Monday, October 23, 2017

Miracle, OpenIO raised $5M

OpenIO (www.openio.io), the late comer open source object storage player, from France, just raised $5 million from Partech and a few other investors.

This is just incredible confirming that investors have some difficulties to understand the storage market climate associated with this segment, players presence and trends.

The company started very late, probably too late, especially as it exists many vendors, probably too many, and above all it’s not a market.

The revenue is of course ridiculous and the raising campaign was an answer of a dead end in a few months.

The number of customers is also very limited and the pricing model on top of open source generates very small figures.

There is no IP and there is no patent associated with OpenIO, one key criteria for investors normally.

The product has several limitations, just to name a few

  • The architecture is pretty fragile,
  • Erasure coding is very young and not optimized coming from a public module,
  • Access methods are pretty weak with too many layers showing latencies and limitations performance. Sorry it’s not a performance play just a capacity one.
  • And lack of data services.
The company represents a real business risk for a prospect with a real question about its future presence.

The management team is also very junior with lack of vision and difficulties to execute with very frequent changes and hesitations.

Others information are the market climate with an obvious saturation with already too many object storage players – more than 20 –, some commercial companies died such Coho Data and Formation Data Systems, pretty well founded by top VCs and respected management, one open source projects disappeared as well Skylable, several commercial companies have difficulties and at least 3 other open source projects recognized on the market.

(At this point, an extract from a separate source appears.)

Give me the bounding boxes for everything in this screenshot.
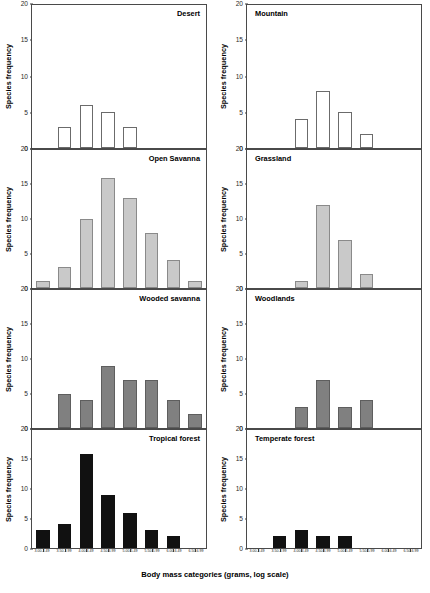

This open source object storage group is led by three projects: Ceph, Swift promoted by OpenStack and SwiftStack and Minio and I can even mentioned Gluster. But all these stories are completely different, the management and the founders are people with real track records, past successful exits (for Inktank and Gluster and even SwiftStack management) and real enterprise DNA. For open source, building a community is a key factor of success and how a vendor is able to transform a use to a revenue stream with an interesting conversion ratio. Here, the community is a dream and open source storage models like Gluster, Ceph, Swift or Minio are super far.

The other dimension is the difficulty for many open source companies to find the second wave and raise a new round even with a large active community. This is what happened to Gluster and Inktank, meaning that no alternative exists except accepting a forced exit.